What a fantastic thread!
SUPER LONG PERSONAL STORY AHEAD
When I was growing up, my Mother was in foster care. She was considered one of the most reliable parents in the system and would frequently take in the most troubled cases. She broke ground with each of them in turn, making what were before problem children into great members of our family. When they left for one reason or another (one girl finally was going back with her true family; another girl who we took in while she was pregnant, had terrible hygiene and manners and was awful at school. By the end of the two years we had her, she was super hygienic, had lost 100lbs, was a great mother of her newborn and took school very seriously; etc. She has made a life for herself and still keeps in contact, etc), my mother was always deeply impacted at an emotional level, but for me - as a kid growing up - I was rather cold to a lot of them and thus never got emotionally connected, maybe out of jealousy or just being a teenager who hates things.
But there was one exception.
One day my mom gets a call from a desperate Mentor Program. Nobody will take in this 8 year old with autism. He is considered one of the most difficult children in the entire system. He could not eat by himself, cannot use the bathroom by himself, could speak no words except "food" and "bye" and - most heartrendingly of all - was so brutally violent to himself that he had to wear a helmet at all times.
This child had the absolute fucking most nightmarish upbringing. When he was born, his parents pretty soon thereafter knew something was seriously wrong about the child. They believed though that it was not medical: he was possessed by the devil. What they did after still makes me deeply emotional to think about. They began to lock him up all alone in the basement in the dark, only occasionally feeding him. When he did feed, they'd toss him the food and let him just go wild on it. His father would try to routinely beat the devil out of him. Every single day, they said, he would go down there and injure him in some way.
When they found him, he was caked in shit, malnourished to the point of damn near skeletal effect, and could not communicate in any appreciable way. He was essentially purple from bruises.
Immediately he was put in the system, passed around because nobody could deal with him. Because of this, he never had a stable environment to learn anything or develop any potential skills. His development wasn't just difficult due to having a severe case of autism, but because he simply wasn't taught anything.
When my mother sat us down to discuss the kid coming, I was my normal "oh here we go again" self. But something happened over the course of the years we had Johnathan. I began to love him. As a brother. As a family member as important to our life as any other. The sympathy and compassion I felt for him was such that I think it helped changed my entire attitude toward life.
What happened? Well, my mother began the tedious work of trying to teach him things. It was exhaustive and my Mom, who was extremely sick with Lupus at the time, fought through it and did everything she could. Mentor could only manage to find a respite for Johnathan once a month on one weekend. Sometimes even that didn't happen. My mom progressively got sicker, but she pressed out. Soon, Johnathan began to showcase the ability to use forks and spoons. He began to slow his eating down; before he would engulf it likely as a holdover from the years he was tortured. He started to indicate when he needed to use the bathroom, pointing at the door and we could guide him there. But most amazingly of all, he did something that one day when I heard it I cried.
My Mom saw him hitting himself daily before, and my mom tried everything to try to mitigate the injuries he would find a way to cause himself even with the helmet. She gave him plush bats to perhaps allow him to hit himself with something softer that wouldn't cause injury; sometimes it was so bad that we had to actually hold his arms to prevent further injury. This would kill my Mom... she felt like a terrible person but didn't know what to do.
But Johnathan was amazing. Slowly but surely, Johnathan's hitting of himself subsided. It never disappeared completely, no, but if before he was doing it once an hour, after he hardly did it once a week. And then one day he was about to himself and for some reason just stopped. He stopped and then looked directly at my Mom and said one word: "Love."
After that, he couldn't stop using the word. He said "Love" to me and my sisters, "Love" to strangers, "Love" to everyone. But when he said it to my Mom, the only time I ever saw this, he actually began to touch her affectionately. He hated being touched! To see him actually initiate this was astounding.
The doctors who had overseen his case since he was first discovered were astonished. They couldn't believe the effort my Mom put in essentially all by herself. But what the Doctors didn't know is how much Johnathan had changed us. When we finally had to give up Johnathan, because my Mom had fallen so deathly ill for a while that she literally was bedridden and Mentor refused to offer anymore respites, she cried every day for a month.
But what I never would have thought at the start of this is that I cried too. I was inconsolable. To this day I feel the most immense type of guilt that we had to give him up. Me and My Mother still visit him in his care home; but I do not have the capacity to take care of him yet and my Mom is currently suffering from an illness that will kill her. Every time we leave that place we still cry. But we smile too. Because Johnathan changed our lives forever.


▶ _What needs to be done_: State how many lines in these records contain the word "neuron", and nothing else.

** Opening Input records block **

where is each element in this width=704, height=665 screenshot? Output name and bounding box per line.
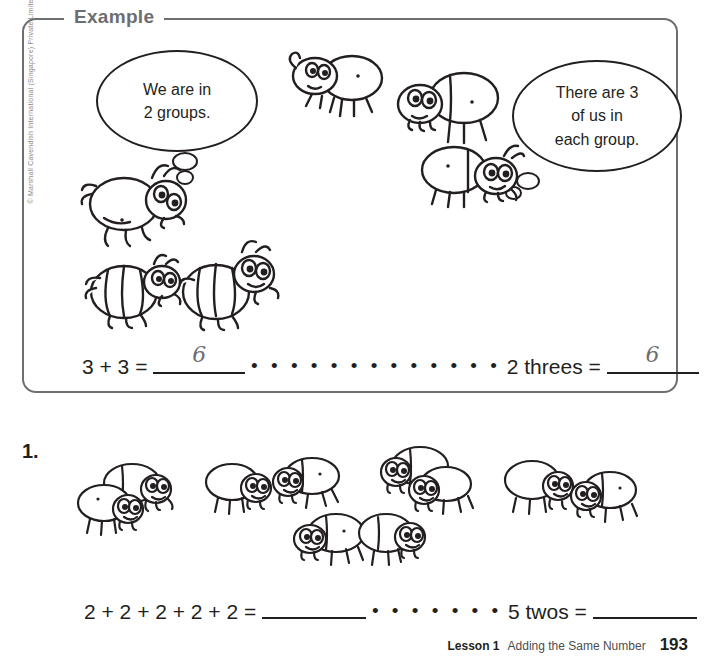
question1-equation-row: 2 + 2 + 2 + 2 + 2 = • • • • • • • 5 twos… <box>84 595 697 624</box>
example-answer-blank-left[interactable]: 6 <box>153 350 245 374</box>
bug-illustration <box>498 450 648 528</box>
dotted-leader: • • • • • • • <box>372 600 502 622</box>
worksheet-page: © Marshall Cavendish International (Sing… <box>0 0 704 665</box>
question1-answer-blank-left[interactable] <box>262 595 366 619</box>
example-equation-right: 2 threes = <box>507 355 601 378</box>
bubble-left-line1: We are in <box>143 78 211 101</box>
example-answer-left-value: 6 <box>153 342 245 367</box>
bubble-right-line2: of us in <box>555 104 640 127</box>
bug-illustration <box>282 48 397 126</box>
bug-illustration <box>172 238 292 333</box>
footer-title: Adding the Same Number <box>508 639 646 653</box>
page-footer: Lesson 1 Adding the Same Number 193 <box>448 635 688 655</box>
question1-equation-left: 2 + 2 + 2 + 2 + 2 = <box>84 600 256 623</box>
question1-equation-right: 5 twos = <box>508 600 587 623</box>
example-equation-row: 3 + 3 = 6 • • • • • • • • • • • • • 2 th… <box>82 350 699 379</box>
bug-illustration <box>70 455 200 540</box>
example-label: Example <box>64 6 164 28</box>
bubble-right-line3: each group. <box>555 128 640 151</box>
bug-illustration <box>412 140 532 222</box>
question-number: 1. <box>22 440 39 463</box>
dotted-leader: • • • • • • • • • • • • • <box>251 355 501 377</box>
speech-bubble-left: We are in 2 groups. <box>96 50 258 152</box>
footer-lesson: Lesson 1 <box>448 639 500 653</box>
bug-illustration <box>278 505 438 577</box>
speech-bubble-right: There are 3 of us in each group. <box>512 60 682 172</box>
question1-answer-blank-right[interactable] <box>593 595 697 619</box>
example-answer-blank-right[interactable]: 6 <box>607 350 699 374</box>
example-equation-left: 3 + 3 = <box>82 355 147 378</box>
bubble-left-line2: 2 groups. <box>143 101 211 124</box>
footer-page-number: 193 <box>660 635 688 655</box>
example-answer-right-value: 6 <box>607 342 699 367</box>
bubble-right-line1: There are 3 <box>555 81 640 104</box>
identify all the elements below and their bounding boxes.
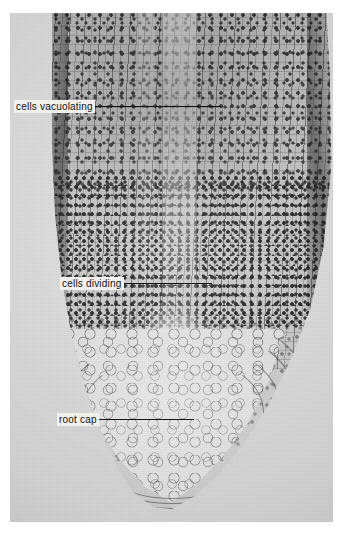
- annotation-root-cap: root cap: [57, 412, 194, 426]
- leader-line-cells-dividing: [124, 283, 212, 284]
- leader-line-cells-vacuolating: [95, 106, 221, 107]
- annotation-label-root-cap: root cap: [57, 413, 99, 426]
- annotation-label-cells-dividing: cells dividing: [60, 277, 124, 290]
- annotation-cells-dividing: cells dividing: [60, 276, 212, 290]
- figure-page: cells vacuolating cells dividing root ca…: [0, 0, 345, 543]
- leader-line-root-cap: [99, 419, 194, 420]
- annotation-cells-vacuolating: cells vacuolating: [14, 99, 221, 113]
- root-tip-photomicrograph: [10, 13, 333, 522]
- root-shading: [10, 13, 333, 522]
- root-body: [10, 13, 333, 522]
- annotation-label-cells-vacuolating: cells vacuolating: [14, 100, 95, 113]
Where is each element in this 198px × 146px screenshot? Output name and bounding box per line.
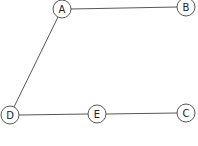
node-d-label: D	[6, 110, 14, 121]
node-a-label: A	[59, 4, 66, 15]
node-c[interactable]: C	[177, 104, 195, 122]
graph-diagram: A B C D E	[0, 0, 198, 146]
edges	[14, 7, 177, 115]
node-e-label: E	[94, 109, 100, 120]
node-a[interactable]: A	[53, 0, 71, 18]
node-c-label: C	[183, 108, 190, 119]
edge-e-c	[106, 113, 177, 114]
node-b[interactable]: B	[177, 0, 195, 16]
node-d[interactable]: D	[1, 106, 19, 124]
nodes: A B C D E	[1, 0, 195, 124]
edge-d-e	[19, 114, 88, 115]
node-b-label: B	[183, 2, 190, 13]
edge-a-d	[14, 17, 58, 107]
edge-a-b	[71, 7, 177, 9]
node-e[interactable]: E	[88, 105, 106, 123]
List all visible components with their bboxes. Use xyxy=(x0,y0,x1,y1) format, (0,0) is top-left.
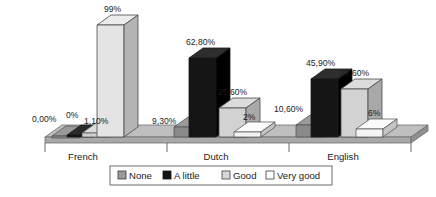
legend-swatch-good xyxy=(222,171,230,179)
legend-label-good: Good xyxy=(233,170,256,181)
legend-label-a-little: A little xyxy=(174,170,200,181)
category-labels: French Dutch English xyxy=(68,151,359,162)
category-label-english: English xyxy=(327,151,358,162)
category-label-french: French xyxy=(68,151,98,162)
category-label-dutch: Dutch xyxy=(203,151,228,162)
legend-item-good[interactable]: Good xyxy=(222,170,256,181)
legend-swatch-none xyxy=(118,171,126,179)
label-french-very-good: 99% xyxy=(104,4,122,14)
label-english-a-little: 45,90% xyxy=(306,58,336,68)
bar-group-dutch: 9,30% 62,80% 25,60% 2% xyxy=(152,37,275,137)
legend-swatch-a-little xyxy=(163,171,171,179)
label-french-a-little: 0% xyxy=(66,110,79,120)
floor-front-face xyxy=(45,137,411,143)
legend-label-none: None xyxy=(129,170,152,181)
label-french-none: 0,00% xyxy=(32,114,57,124)
label-dutch-very-good: 2% xyxy=(243,112,256,122)
label-dutch-none: 9,30% xyxy=(152,116,177,126)
label-dutch-a-little: 62,80% xyxy=(186,37,216,47)
label-english-none: 10,60% xyxy=(274,104,304,114)
legend-item-very-good[interactable]: Very good xyxy=(266,170,320,181)
bar-group-french: 0,00% 0% 1,10% 99% xyxy=(32,4,138,138)
label-english-very-good: 6% xyxy=(368,108,381,118)
legend-swatch-very-good xyxy=(266,171,274,179)
label-english-good: 37,60% xyxy=(340,68,370,78)
label-french-good: 1,10% xyxy=(84,116,109,126)
label-dutch-good: 25,60% xyxy=(218,87,248,97)
legend-item-none[interactable]: None xyxy=(118,170,152,181)
chart-container: 0,00% 0% 1,10% 99% xyxy=(0,0,436,197)
chart-legend: None A little Good Very good xyxy=(110,166,332,185)
legend-label-very-good: Very good xyxy=(277,170,320,181)
column-chart-3d: 0,00% 0% 1,10% 99% xyxy=(0,0,436,197)
legend-item-a-little[interactable]: A little xyxy=(163,170,200,181)
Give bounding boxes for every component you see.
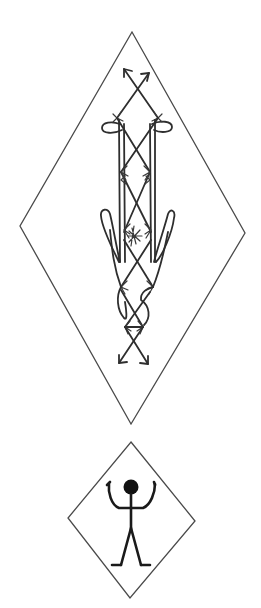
arrowhead-right-icon [143, 166, 150, 180]
bottom-left-arrow-shaft [119, 327, 143, 363]
inverted-arrow-figure [101, 69, 174, 364]
stick-figure-head [124, 480, 139, 495]
body-cross-line [121, 118, 158, 172]
stick-figure-legs [121, 528, 141, 565]
left-outer-leg-line [119, 120, 120, 262]
right-arm-loop [154, 211, 174, 262]
starburst-icon [128, 226, 142, 246]
head-loop-right [141, 287, 153, 325]
head-cross-line [121, 290, 143, 327]
stick-figure [107, 480, 155, 566]
large-diamond [20, 32, 245, 424]
body-cross-line [117, 118, 150, 172]
diagram-canvas [0, 0, 261, 608]
top-right-arrow-shaft [117, 73, 149, 118]
small-diamond [68, 442, 195, 598]
top-left-arrow-shaft [124, 69, 158, 118]
bottom-right-arrow-shaft [125, 327, 148, 364]
lower-cross-line [124, 240, 153, 287]
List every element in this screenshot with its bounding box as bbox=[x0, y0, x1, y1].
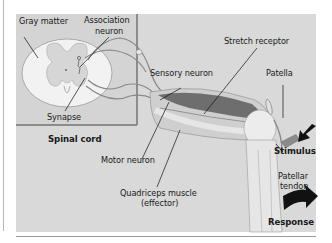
label-association-neuron-line2: neuron bbox=[95, 27, 123, 36]
label-motor-neuron: Motor neuron bbox=[101, 156, 155, 165]
label-quadriceps-line1: Quadriceps muscle bbox=[120, 189, 197, 198]
label-quadriceps-line2: (effector) bbox=[141, 199, 178, 208]
label-stretch-receptor: Stretch receptor bbox=[224, 37, 289, 46]
label-spinal-cord: Spinal cord bbox=[48, 135, 101, 144]
leg-illustration bbox=[150, 88, 300, 232]
label-gray-matter: Gray matter bbox=[19, 17, 68, 26]
label-stimulus: Stimulus bbox=[274, 147, 316, 156]
label-association-neuron-line1: Association bbox=[84, 16, 130, 25]
spinal-cord-cross-section bbox=[22, 39, 112, 107]
label-response: Response bbox=[268, 218, 314, 227]
label-patellar-tendon-line1: Patellar bbox=[278, 172, 308, 181]
stimulus-arrow-icon bbox=[298, 124, 316, 142]
label-patella: Patella bbox=[266, 69, 293, 78]
label-patellar-tendon-line2: tendon bbox=[280, 182, 308, 191]
label-sensory-neuron: Sensory neuron bbox=[150, 69, 213, 78]
label-synapse: Synapse bbox=[47, 113, 81, 122]
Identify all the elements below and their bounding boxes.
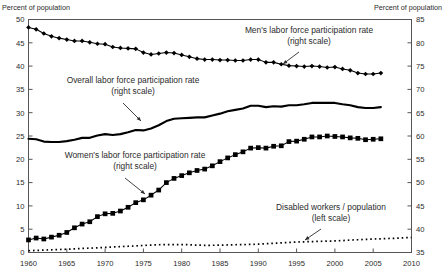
x-tick-label-1990: 1990 <box>250 259 267 268</box>
x-tick-label-1995: 1995 <box>288 259 305 268</box>
marker-point-2-17 <box>156 188 161 193</box>
marker-point-2-11 <box>110 211 115 216</box>
disabled-annotation-line-0: Disabled workers / population <box>276 202 386 212</box>
marker-point-2-23 <box>202 167 207 172</box>
marker-point-2-46 <box>379 136 384 141</box>
marker-point-2-0 <box>26 238 31 243</box>
men-annotation-line-1: (right scale) <box>287 36 331 46</box>
marker-point-2-25 <box>218 159 223 164</box>
marker-point-2-27 <box>233 152 238 157</box>
men-annotation-line-0: Men's labor force participation rate <box>245 25 374 35</box>
left-tick-label-5: 5 <box>20 225 24 234</box>
left-tick-label-10: 10 <box>16 202 24 211</box>
marker-point-2-12 <box>118 209 123 214</box>
marker-point-2-39 <box>325 134 330 139</box>
marker-point-2-3 <box>49 235 54 240</box>
right-tick-label-60: 60 <box>416 132 424 141</box>
marker-point-2-22 <box>195 168 200 173</box>
marker-point-2-36 <box>302 137 307 142</box>
marker-point-2-16 <box>149 193 154 198</box>
right-tick-label-40: 40 <box>416 225 424 234</box>
marker-point-2-15 <box>141 197 146 202</box>
x-tick-label-2005: 2005 <box>365 259 382 268</box>
marker-point-2-9 <box>95 214 100 219</box>
marker-point-2-31 <box>264 146 269 151</box>
marker-point-2-14 <box>133 200 138 205</box>
marker-point-2-24 <box>210 163 215 168</box>
x-tick-label-1960: 1960 <box>20 259 37 268</box>
chart-figure: Percent of populationPercent of populati… <box>0 0 444 276</box>
x-tick-label-1965: 1965 <box>58 259 75 268</box>
women-annotation-line-1: (right scale) <box>113 161 157 171</box>
x-tick-label-1970: 1970 <box>97 259 114 268</box>
right-tick-label-70: 70 <box>416 85 424 94</box>
left-tick-label-0: 0 <box>20 248 24 257</box>
marker-point-2-20 <box>179 173 184 178</box>
marker-point-2-42 <box>348 136 353 141</box>
x-tick-label-1975: 1975 <box>135 259 152 268</box>
marker-point-2-41 <box>340 135 345 140</box>
marker-point-2-45 <box>371 137 376 142</box>
marker-point-2-29 <box>248 146 253 151</box>
right-tick-label-85: 85 <box>416 15 424 24</box>
marker-point-2-2 <box>41 237 46 242</box>
disabled-annotation-line-1: (left scale) <box>312 213 351 223</box>
marker-point-2-34 <box>287 139 292 144</box>
marker-point-2-18 <box>164 180 169 185</box>
marker-point-2-13 <box>126 205 131 210</box>
women-annotation-line-0: Women's labor force participation rate <box>65 150 206 160</box>
x-tick-label-1985: 1985 <box>212 259 229 268</box>
overall-annotation-line-0: Overall labor force participation rate <box>67 75 200 85</box>
marker-point-2-44 <box>363 137 368 142</box>
left-tick-label-15: 15 <box>16 178 24 187</box>
left-tick-label-45: 45 <box>16 39 24 48</box>
marker-point-2-40 <box>333 134 338 139</box>
marker-point-2-21 <box>187 170 192 175</box>
marker-point-2-7 <box>80 222 85 227</box>
left-tick-label-30: 30 <box>16 109 24 118</box>
marker-point-2-26 <box>225 156 230 161</box>
left-axis-title: Percent of population <box>2 3 70 12</box>
right-tick-label-35: 35 <box>416 248 424 257</box>
marker-point-2-10 <box>103 211 108 216</box>
right-tick-label-55: 55 <box>416 155 424 164</box>
marker-point-2-6 <box>72 225 77 230</box>
marker-point-2-33 <box>279 143 284 148</box>
left-tick-label-40: 40 <box>16 62 24 71</box>
left-tick-label-35: 35 <box>16 85 24 94</box>
marker-point-2-8 <box>87 219 92 224</box>
x-tick-label-2010: 2010 <box>403 259 420 268</box>
right-tick-label-50: 50 <box>416 178 424 187</box>
right-tick-label-65: 65 <box>416 109 424 118</box>
marker-point-2-5 <box>64 230 69 235</box>
marker-point-2-28 <box>241 149 246 154</box>
right-axis-title: Percent of population <box>374 3 442 12</box>
left-tick-label-50: 50 <box>16 15 24 24</box>
marker-point-2-38 <box>317 135 322 140</box>
left-tick-label-25: 25 <box>16 132 24 141</box>
marker-point-2-1 <box>34 236 39 241</box>
marker-point-2-32 <box>271 144 276 149</box>
marker-point-2-19 <box>172 176 177 181</box>
overall-annotation-line-1: (right scale) <box>111 86 155 96</box>
marker-point-2-35 <box>294 139 299 144</box>
right-tick-label-80: 80 <box>416 39 424 48</box>
marker-point-2-37 <box>310 135 315 140</box>
marker-point-2-30 <box>256 145 261 150</box>
left-tick-label-20: 20 <box>16 155 24 164</box>
marker-point-2-4 <box>57 233 62 238</box>
x-tick-label-1980: 1980 <box>173 259 190 268</box>
right-tick-label-75: 75 <box>416 62 424 71</box>
marker-point-2-43 <box>356 136 361 141</box>
x-tick-label-2000: 2000 <box>326 259 343 268</box>
right-tick-label-45: 45 <box>416 202 424 211</box>
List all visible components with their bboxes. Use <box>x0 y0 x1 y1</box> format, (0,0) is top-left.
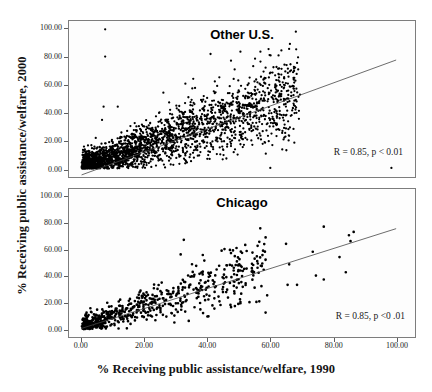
x-tick-label: 20.00 <box>122 341 166 350</box>
x-tick-label: 60.00 <box>248 341 292 350</box>
y-tick-label: 0.00 <box>16 325 62 334</box>
x-tick-label: 80.00 <box>312 341 356 350</box>
figure-root: % Receiving public assistance/welfare, 2… <box>0 0 432 392</box>
x-tick-mark <box>397 338 398 342</box>
x-tick-mark <box>144 338 145 342</box>
stats-annotation-other-us: R = 0.85, p < 0.01 <box>334 147 403 157</box>
x-tick-label: 0.00 <box>59 341 103 350</box>
x-tick-mark <box>270 338 271 342</box>
panel-chicago: Chicago R = 0.85, p <0 .01 <box>68 188 416 338</box>
regression-line <box>82 60 397 175</box>
y-axis-title: % Receiving public assistance/welfare, 2… <box>15 46 30 306</box>
y-tick-label: 100.00 <box>16 23 62 32</box>
x-tick-label: 40.00 <box>185 341 229 350</box>
x-tick-mark <box>207 338 208 342</box>
panel-title-chicago: Chicago <box>69 195 415 210</box>
panel-title-other-us: Other U.S. <box>69 27 415 42</box>
stats-annotation-chicago: R = 0.85, p <0 .01 <box>336 311 405 321</box>
scatter-points <box>81 225 355 330</box>
panel-other-us: Other U.S. R = 0.85, p < 0.01 <box>68 20 416 178</box>
x-tick-mark <box>334 338 335 342</box>
x-tick-mark <box>81 338 82 342</box>
x-tick-label: 100.00 <box>375 341 419 350</box>
x-axis-title: % Receiving public assistance/welfare, 1… <box>0 362 432 377</box>
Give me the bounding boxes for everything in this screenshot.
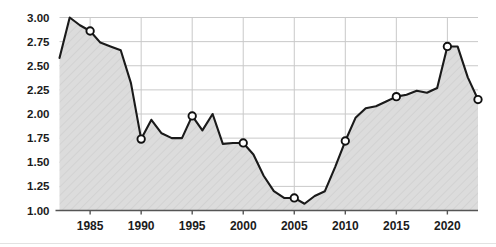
y-tick-label: 1.00 — [27, 205, 49, 217]
y-tick-label: 1.50 — [27, 156, 49, 168]
data-point-marker — [444, 43, 451, 50]
x-tick-label: 2010 — [332, 219, 359, 233]
data-point-marker — [474, 96, 481, 103]
x-tick-label: 1985 — [77, 219, 104, 233]
y-tick-label: 1.25 — [27, 180, 50, 192]
x-tick-label: 2015 — [383, 219, 410, 233]
x-tick-label: 2020 — [434, 219, 461, 233]
data-point-marker — [291, 194, 298, 201]
x-tick-label: 1995 — [179, 219, 206, 233]
y-tick-label: 1.75 — [27, 132, 50, 144]
data-point-marker — [188, 112, 195, 119]
y-tick-label: 3.00 — [27, 12, 49, 24]
y-tick-label: 2.25 — [27, 84, 50, 96]
data-point-marker — [240, 139, 247, 146]
x-tick-label: 2005 — [281, 219, 308, 233]
x-tick-label: 2000 — [230, 219, 257, 233]
y-axis-tick-labels: 1.001.251.501.752.002.252.502.753.00 — [27, 12, 50, 217]
data-point-marker — [86, 27, 93, 34]
data-point-marker — [137, 135, 144, 142]
y-tick-label: 2.00 — [27, 108, 49, 120]
data-point-marker — [342, 137, 349, 144]
y-tick-label: 2.75 — [27, 36, 50, 48]
chart-container: 1.001.251.501.752.002.252.502.753.00 198… — [0, 0, 496, 247]
data-point-marker — [393, 93, 400, 100]
y-tick-label: 2.50 — [27, 60, 49, 72]
x-tick-label: 1990 — [128, 219, 155, 233]
line-area-chart: 1.001.251.501.752.002.252.502.753.00 198… — [0, 0, 496, 247]
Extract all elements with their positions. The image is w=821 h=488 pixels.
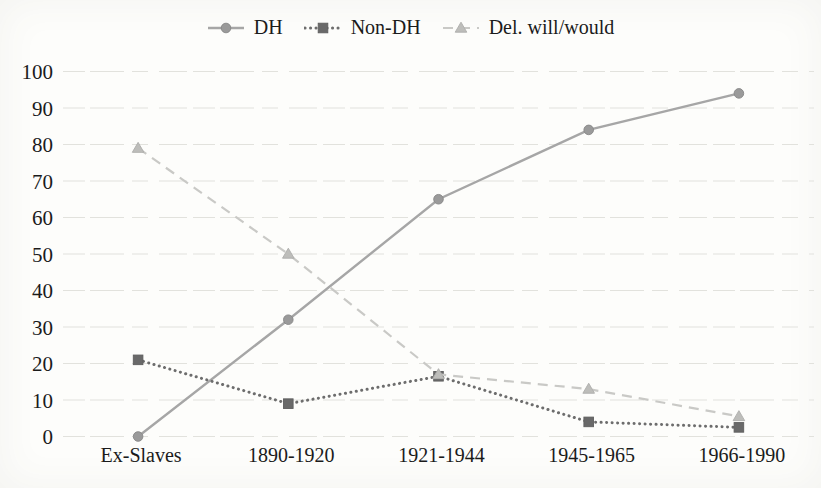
y-axis-tick-label-50: 50 (32, 243, 53, 267)
y-axis-tick-label-40: 40 (32, 279, 53, 303)
data-point-dh-4 (734, 89, 744, 99)
x-axis-label-ex-slaves: Ex-Slaves (101, 444, 182, 466)
data-point-dh-0 (133, 432, 143, 442)
y-axis-tick-label-100: 100 (22, 60, 54, 84)
data-point-del-will-would-1 (283, 248, 295, 258)
data-point-non-dh-3 (584, 417, 594, 427)
x-axis-label-1966-1990: 1966-1990 (699, 444, 786, 466)
data-point-dh-3 (584, 125, 594, 135)
x-axis-label-1921-1944: 1921-1944 (398, 444, 485, 466)
data-point-non-dh-0 (133, 355, 143, 365)
y-axis-tick-label-30: 30 (32, 316, 53, 340)
data-point-non-dh-4 (734, 423, 744, 433)
x-axis-label-1890-1920: 1890-1920 (248, 444, 335, 466)
y-axis-tick-label-80: 80 (32, 133, 53, 157)
series-del-will-would (132, 142, 744, 420)
x-axis-label-1945-1965: 1945-1965 (548, 444, 635, 466)
data-point-dh-2 (434, 194, 444, 204)
series-dh (133, 89, 743, 442)
y-axis-tick-label-60: 60 (32, 206, 53, 230)
line-chart-figure: 0102030405060708090100Ex-Slaves1890-1920… (0, 0, 821, 488)
series-non-dh (133, 355, 743, 432)
y-axis-tick-label-70: 70 (32, 170, 53, 194)
data-point-del-will-would-3 (583, 383, 595, 393)
data-point-dh-1 (284, 315, 294, 325)
data-point-del-will-would-0 (132, 142, 144, 152)
plot-area: 0102030405060708090100Ex-Slaves1890-1920… (0, 0, 821, 488)
y-axis-tick-label-0: 0 (43, 425, 54, 449)
data-point-non-dh-1 (284, 399, 294, 409)
y-axis-tick-label-90: 90 (32, 97, 53, 121)
y-axis-tick-label-20: 20 (32, 352, 53, 376)
y-axis-tick-label-10: 10 (32, 389, 53, 413)
data-point-del-will-would-4 (733, 411, 745, 421)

** Closing Input records block **

▶ _Solution to the exercise_: 4